Usage of IoC Containers; specifically Windsor
I think the answer to this question is so obivous that noone has bothered writing about this, but its late and I really can't get my head around this.
I've been reading into IoC containers (Windsor in this case) and I'm missing how you talk to the container from the various parts of your code.
I get DI, I've been doing poor mans DI (empty constructors calling overloaded injection constructors with default parameter implementations) for some time and I can completely see the benefit of the container. However, Im missing one vital piece of info; how are you supposed to reference the container every time you need a service from it?
Do I create a single global insance which I pass around? Surely not!
I know I should call this:
WindsorContainer container = new WindsorContainer(new XmlInterpreter());
(for example) when I want to load my XML config, but then what do I do with container? Does creating a new container every time thereafter persist the loaded config through some internal static majicks or otherwise, or do I have to reload the config every time (i guess not, or lifecycles couldnt work).
Failing to understand this is preventing me from working out how the lifecycles work, and getting on with using some IoC awsomeness
Thanks,
Andrew
99% of the cases it's one container instance per app. Normally you initialize it in Application_Start (for a web app), like this.
After that, it's really up to the consumer of the container. For example, some frameworks, like Monorail and ASP.NET MVC allow you to intercept the creation of the instances (the controllers in this case), so you just register the controllers and their dependencies in the container and that's it, whenever you get a request the container takes care of injecting each controller with its dependencies. See for example this ASP.NET MVC controller. In these frameworks, you hardly ever need to call or even reference the container in your classes, which is the recommended usage.
Other frameworks don't let you get in the creation process easily (like Webforms) so you have to resort to hacks like this one, or pull the required dependencies (that is, explicitly calling the container). To pull dependencies, use a static gateway to the container like this one or the one described by maxnk. Note that by doing this, you're actually using the container as a Service Locator, which doesn't decouple things as well as inversion of control. (see difference here and here)
Hope this clears your doubts.
Generally you want to keep only one instance for the lifetime of the entire application. What I do most of the time is I initialize the container when the app starts, and then I use typed factories for container-unaware pulling of objects.
Other popular approach is to wrap the container instance with static class and use that static class to access your (singleton) container. You can find an example of that in Ayende's Rhino.Commons library here. This approach however has severe drawbacks and should be avoided.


> [Activity]: The answer must be every line of the data that holds the word "trachea".

[Data records]
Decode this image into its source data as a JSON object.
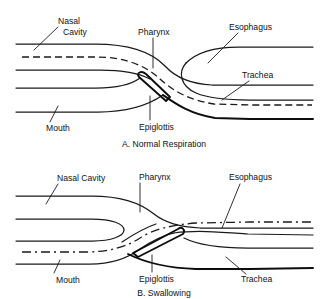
{
  "figure": {
    "background_color": "#ffffff",
    "line_color": "#1a1a1a",
    "panels": [
      {
        "id": "panel-a",
        "caption": "A. Normal Respiration",
        "labels": {
          "nasal_cavity_line1": "Nasal",
          "nasal_cavity_line2": "Cavity",
          "pharynx": "Pharynx",
          "esophagus": "Esophagus",
          "trachea": "Trachea",
          "mouth": "Mouth",
          "epiglottis": "Epiglottis"
        },
        "flow_path": "air travels from nasal cavity through pharynx into trachea",
        "flow_style": "dashed",
        "epiglottis_state": "upright, airway open"
      },
      {
        "id": "panel-b",
        "caption": "B. Swallowing",
        "labels": {
          "nasal_cavity": "Nasal Cavity",
          "pharynx": "Pharynx",
          "esophagus": "Esophagus",
          "trachea": "Trachea",
          "mouth": "Mouth",
          "epiglottis": "Epiglottis"
        },
        "flow_path": "food travels from mouth through pharynx into esophagus",
        "flow_style": "dash-dot",
        "epiglottis_state": "tilted back, trachea closed"
      }
    ]
  }
}
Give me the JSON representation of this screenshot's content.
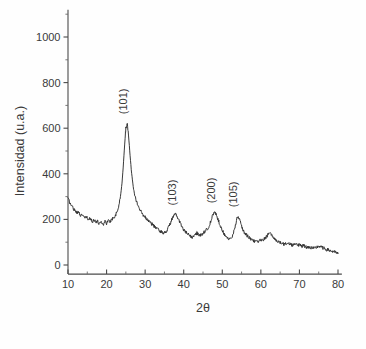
{
  "chart_data": {
    "type": "line",
    "title": "",
    "subtitle": "",
    "xlabel": "2θ",
    "ylabel": "Intensidad (u.a.)",
    "xlim": [
      8,
      81
    ],
    "ylim": [
      -40,
      1120
    ],
    "xticks": [
      10,
      20,
      30,
      40,
      50,
      60,
      70,
      80
    ],
    "xticklabels": [
      "10",
      "20",
      "30",
      "40",
      "50",
      "60",
      "70",
      "80"
    ],
    "yticks": [
      0,
      200,
      400,
      600,
      800,
      1000
    ],
    "yticklabels": [
      "0",
      "200",
      "400",
      "600",
      "800",
      "1000"
    ],
    "grid": false,
    "legend": null,
    "legend_position": "none",
    "series": [
      {
        "name": "XRD pattern",
        "color": "#2e2e2e",
        "x": [
          10.0,
          10.4,
          10.8,
          11.2,
          11.6,
          12.0,
          12.4,
          12.8,
          13.2,
          13.6,
          14.0,
          14.4,
          14.8,
          15.2,
          15.6,
          16.0,
          16.4,
          16.8,
          17.2,
          17.6,
          18.0,
          18.4,
          18.8,
          19.2,
          19.6,
          20.0,
          20.4,
          20.8,
          21.2,
          21.6,
          22.0,
          22.4,
          22.8,
          23.2,
          23.6,
          24.0,
          24.4,
          24.8,
          25.0,
          25.3,
          25.6,
          26.0,
          26.4,
          26.8,
          27.2,
          27.6,
          28.0,
          28.4,
          28.8,
          29.2,
          29.6,
          30.0,
          30.4,
          30.8,
          31.2,
          31.6,
          32.0,
          32.4,
          32.8,
          33.2,
          33.6,
          34.0,
          34.4,
          34.8,
          35.2,
          35.6,
          36.0,
          36.4,
          36.8,
          37.2,
          37.6,
          37.9,
          38.2,
          38.6,
          39.0,
          39.4,
          39.8,
          40.2,
          40.6,
          41.0,
          41.4,
          41.8,
          42.2,
          42.6,
          43.0,
          43.4,
          43.8,
          44.2,
          44.6,
          45.0,
          45.4,
          45.8,
          46.2,
          46.6,
          47.0,
          47.4,
          47.8,
          48.1,
          48.4,
          48.8,
          49.2,
          49.6,
          50.0,
          50.4,
          50.8,
          51.2,
          51.6,
          52.0,
          52.4,
          52.8,
          53.2,
          53.6,
          53.9,
          54.2,
          54.6,
          55.0,
          55.4,
          55.8,
          56.2,
          56.6,
          57.0,
          57.4,
          57.8,
          58.2,
          58.6,
          59.0,
          59.4,
          59.8,
          60.2,
          60.6,
          61.0,
          61.4,
          61.8,
          62.2,
          62.6,
          63.0,
          63.4,
          63.8,
          64.2,
          64.6,
          65.0,
          65.4,
          65.8,
          66.2,
          66.6,
          67.0,
          67.4,
          67.8,
          68.2,
          68.6,
          69.0,
          69.4,
          69.8,
          70.2,
          70.6,
          71.0,
          71.4,
          71.8,
          72.2,
          72.6,
          73.0,
          73.4,
          73.8,
          74.2,
          74.6,
          75.0,
          75.4,
          75.8,
          76.2,
          76.6,
          77.0,
          77.4,
          77.8,
          78.2,
          78.6,
          79.0,
          79.4,
          79.8,
          80.0
        ],
        "y": [
          292,
          276,
          262,
          255,
          243,
          238,
          228,
          233,
          220,
          214,
          218,
          206,
          210,
          199,
          204,
          196,
          192,
          199,
          188,
          193,
          182,
          190,
          186,
          178,
          192,
          183,
          196,
          188,
          198,
          205,
          212,
          222,
          238,
          262,
          300,
          360,
          450,
          560,
          600,
          622,
          590,
          500,
          420,
          360,
          318,
          290,
          268,
          250,
          238,
          228,
          218,
          210,
          202,
          196,
          188,
          182,
          176,
          170,
          164,
          158,
          152,
          148,
          143,
          140,
          144,
          152,
          163,
          178,
          196,
          210,
          219,
          222,
          216,
          203,
          188,
          172,
          160,
          150,
          142,
          136,
          130,
          126,
          122,
          126,
          133,
          140,
          136,
          130,
          134,
          140,
          146,
          152,
          160,
          172,
          190,
          212,
          226,
          231,
          222,
          205,
          186,
          168,
          152,
          140,
          130,
          122,
          116,
          112,
          118,
          134,
          158,
          190,
          214,
          210,
          192,
          170,
          152,
          140,
          132,
          126,
          120,
          115,
          110,
          106,
          103,
          100,
          104,
          108,
          106,
          110,
          116,
          124,
          132,
          138,
          134,
          126,
          118,
          112,
          106,
          102,
          98,
          95,
          92,
          90,
          93,
          97,
          94,
          90,
          88,
          91,
          95,
          92,
          88,
          85,
          83,
          86,
          82,
          79,
          77,
          80,
          76,
          74,
          72,
          75,
          79,
          83,
          80,
          77,
          74,
          71,
          68,
          66,
          64,
          62,
          60,
          57,
          55,
          52,
          50
        ]
      }
    ],
    "annotations": [
      {
        "label": "(101)",
        "x": 25.3,
        "y": 622,
        "rotation": -90
      },
      {
        "label": "(103)",
        "x": 37.9,
        "y": 222,
        "rotation": -90
      },
      {
        "label": "(200)",
        "x": 48.1,
        "y": 231,
        "rotation": -90
      },
      {
        "label": "(105)",
        "x": 53.9,
        "y": 214,
        "rotation": -90
      }
    ],
    "colors": {
      "trace": "#2e2e2e",
      "axis": "#4a4a4a",
      "text": "#3a3a3a",
      "background": "#fefefe"
    }
  }
}
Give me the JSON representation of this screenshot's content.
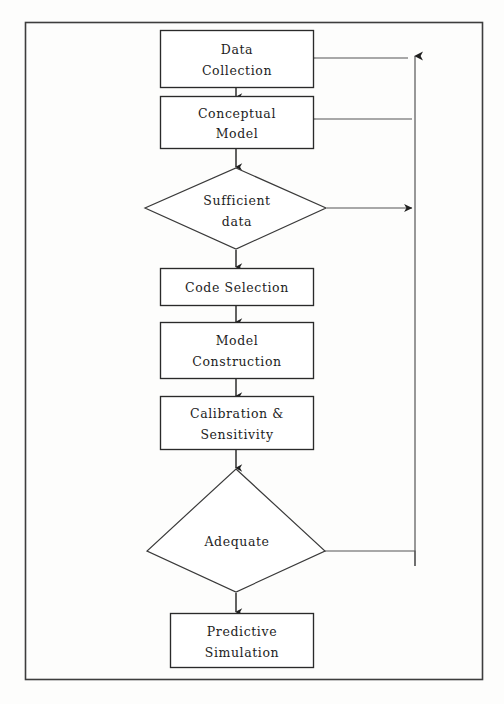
{
  "figure": {
    "type": "flowchart",
    "orientation": "top-to-bottom",
    "frame": {
      "visible": true
    },
    "clipped_caption_bottom": "",
    "clipped_caption_top": ""
  },
  "nodes": [
    {
      "id": "data-collection",
      "shape": "rectangle",
      "label_lines": [
        "Data",
        "Collection"
      ],
      "line1": "Data",
      "line2": "Collection"
    },
    {
      "id": "conceptual-model",
      "shape": "rectangle",
      "label_lines": [
        "Conceptual",
        "Model"
      ],
      "line1": "Conceptual",
      "line2": "Model"
    },
    {
      "id": "sufficient-data",
      "shape": "diamond",
      "label_lines": [
        "Sufficient",
        "data"
      ],
      "line1": "Sufficient",
      "line2": "data"
    },
    {
      "id": "code-selection",
      "shape": "rectangle",
      "label_lines": [
        "Code Selection"
      ],
      "line1": "Code Selection",
      "line2": ""
    },
    {
      "id": "model-construction",
      "shape": "rectangle",
      "label_lines": [
        "Model",
        "Construction"
      ],
      "line1": "Model",
      "line2": "Construction"
    },
    {
      "id": "calibration-sensitivity",
      "shape": "rectangle",
      "label_lines": [
        "Calibration &",
        "Sensitivity"
      ],
      "line1": "Calibration &",
      "line2": "Sensitivity"
    },
    {
      "id": "adequate",
      "shape": "diamond",
      "label_lines": [
        "Adequate"
      ],
      "line1": "Adequate",
      "line2": ""
    },
    {
      "id": "predictive-simulation",
      "shape": "rectangle",
      "label_lines": [
        "Predictive",
        "Simulation"
      ],
      "line1": "Predictive",
      "line2": "Simulation"
    }
  ],
  "edges": [
    {
      "id": "e1",
      "from": "data-collection",
      "to": "conceptual-model",
      "kind": "forward",
      "label": ""
    },
    {
      "id": "e2",
      "from": "conceptual-model",
      "to": "sufficient-data",
      "kind": "forward",
      "label": ""
    },
    {
      "id": "e3",
      "from": "sufficient-data",
      "to": "code-selection",
      "kind": "forward",
      "label": ""
    },
    {
      "id": "e4",
      "from": "code-selection",
      "to": "model-construction",
      "kind": "forward",
      "label": ""
    },
    {
      "id": "e5",
      "from": "model-construction",
      "to": "calibration-sensitivity",
      "kind": "forward",
      "label": ""
    },
    {
      "id": "e6",
      "from": "calibration-sensitivity",
      "to": "adequate",
      "kind": "forward",
      "label": ""
    },
    {
      "id": "e7",
      "from": "adequate",
      "to": "predictive-simulation",
      "kind": "forward",
      "label": ""
    },
    {
      "id": "e8",
      "from": "sufficient-data",
      "to": "feedback-bus",
      "kind": "branch-right",
      "label": ""
    },
    {
      "id": "e9",
      "from": "adequate",
      "to": "feedback-bus",
      "kind": "branch-right",
      "label": ""
    },
    {
      "id": "e10",
      "from": "feedback-bus",
      "to": "data-collection",
      "kind": "feedback",
      "label": ""
    },
    {
      "id": "e11",
      "from": "feedback-bus",
      "to": "conceptual-model",
      "kind": "feedback",
      "label": ""
    }
  ],
  "colors": {
    "stroke": "#2a2a2a",
    "feedback_stroke": "#555555",
    "text": "#1d1d1d",
    "background": "#fdfdfc",
    "frame": "#3d3d3d"
  }
}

> [Your response]:
          "trachea": "Trachea",
        "flow_path": "air travels from nasal cavity through pharynx into trachea",
          "trachea": "Trachea",
        "epiglottis_state": "tilted back, trachea closed"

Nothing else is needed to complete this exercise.